Capacity building to reduce animal vulnerability for animal owners and governments
When disasters hit, animals also experience terrible effects as people do. This commitment aims at increasing the protection of animals exposed to disasters by, for example, providing online training on animal rescue and disaster management.
Description
World Animal Protection works with animals in communities, in the wild, across farming industries, and in disaster zones to bring a voice for animals and act against cruelty and suffering. Part of our work is protecting animals affected by disasters.
Disasters kill and injure millions of animals each year. When animals die during disasters, it can have a devastating effect on the people who rely on them for companionship and economic activities. Many poor people around the world depend on animals for food, transport, and livelihoods. For more than 50 years, at the international and national levels, our organization campaigns for animal inclusive disaster risk reduction strategies and policies, deploys resources to disaster zones to assist animals and owners, and executes capacity building. This commitment, in particular, aims at expanding the availability of training trough an online course, PrepVet.
As a result, we expect to raise awareness and increase the number of trained veterinarians, animal owners, local government officials, and other actors that are in charge or related to animal health.
Did the Sendai Framework change or contribute to changes in your activities/organization? If so, how?
It provided guidance and focus to countries to include farm and working animals as assets worth protecting from disasters to protect livelihoods. For example, Priority 3 (invest in disaster risk reduction for resilience) includes paragraphs 30 (p) and 31 (f) calling for strengthening the protection of livelihoods and productive assets including livestock and working animals.
What led you to make this commitment/initiative?
What was your position before making this Voluntary Commitment / prior to the Sendai Framework?
The same but more diffuse as there was no global leadership as it is now with the Sendai Framework.
Deliverables and Progress report
Deliverables
Deliverables are the end-products of the initiative/commitment, which can include issuance of publications or knowledge products, outcomes of workshops, training programs, videos, links, photographs, etc.
Online course on DRR and risk/disaster management for animals, approx. 2 month duration.
Porgress report
World Animal Protection (formerly known as WSPA) designed, implemented and presented an online course in three languages (Spanish, English, Portuguese) called PREPVET, for animal sciences students to veterinary faculties in Australia, India, Thailand, Kenya, Brazil, Mexico and Central America (Costa Rica, Guatemala, Nicaragua & Panama). The PREPVET was presented at different regional fora in Oceania, India, Africa and Latin America.
The PREPVET was built on the back of our training experience with the concept of VERU (Veterinary Emergency Response Units) teams in three continents. The VERU concept was originated in Costa Rica approx. 20 years ago together with the National University of Costa Rica, and it is still very much alive in India and Kenya.

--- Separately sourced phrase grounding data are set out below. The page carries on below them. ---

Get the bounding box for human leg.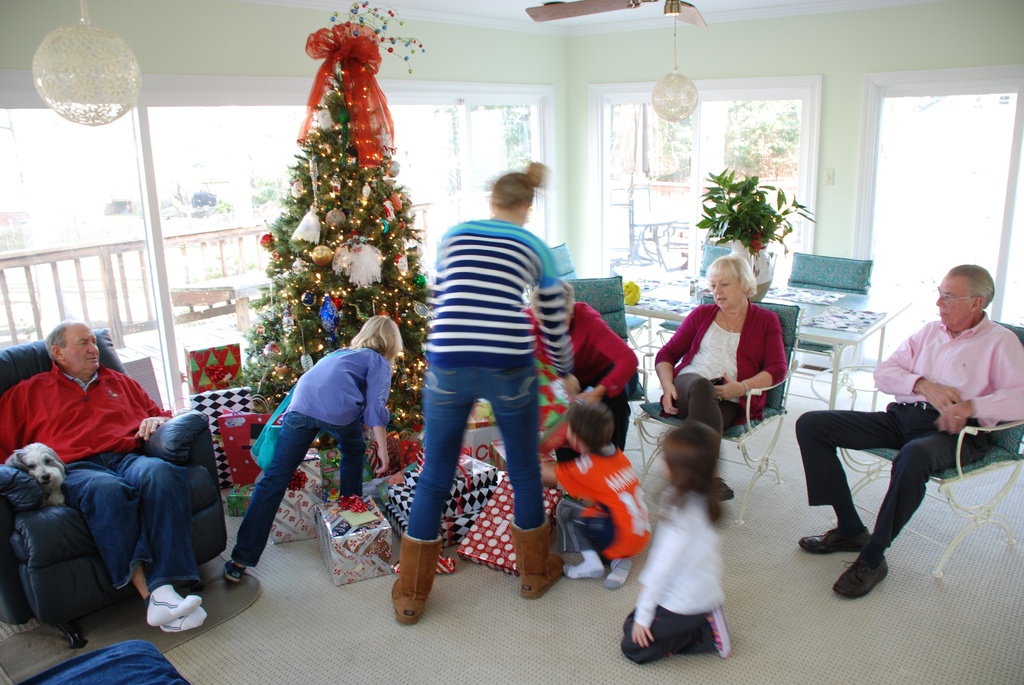
{"x1": 619, "y1": 613, "x2": 736, "y2": 663}.
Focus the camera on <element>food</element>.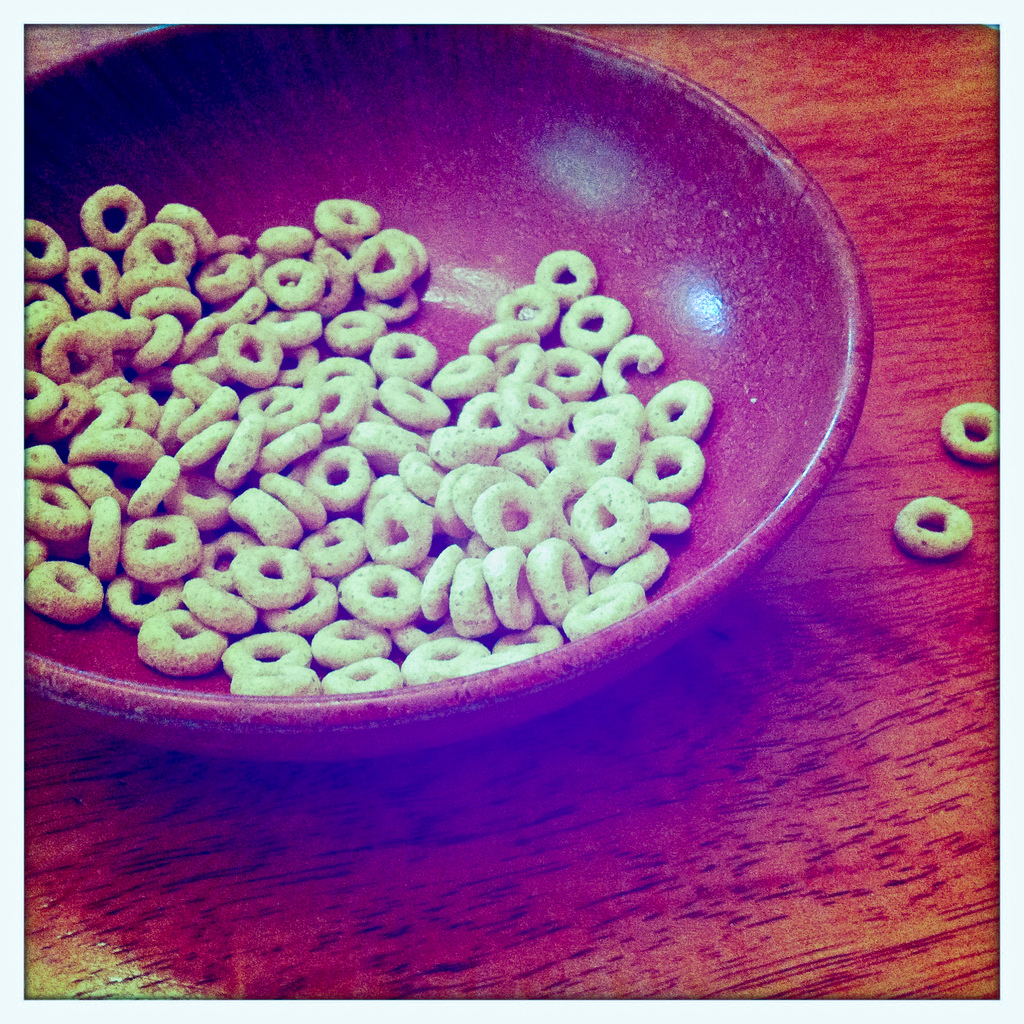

The global program accounted for 8 million animals actively helped through rescue and relief efforts during emergencies around the world, and nearly 400 million supported by proxy efforts in the advocacy field of public policies adopted by countries, in accordance to the Sendai Framework indicators focusing on the protection of farm and working animals, for the protection of the livelihoods of their owners, food security, etc.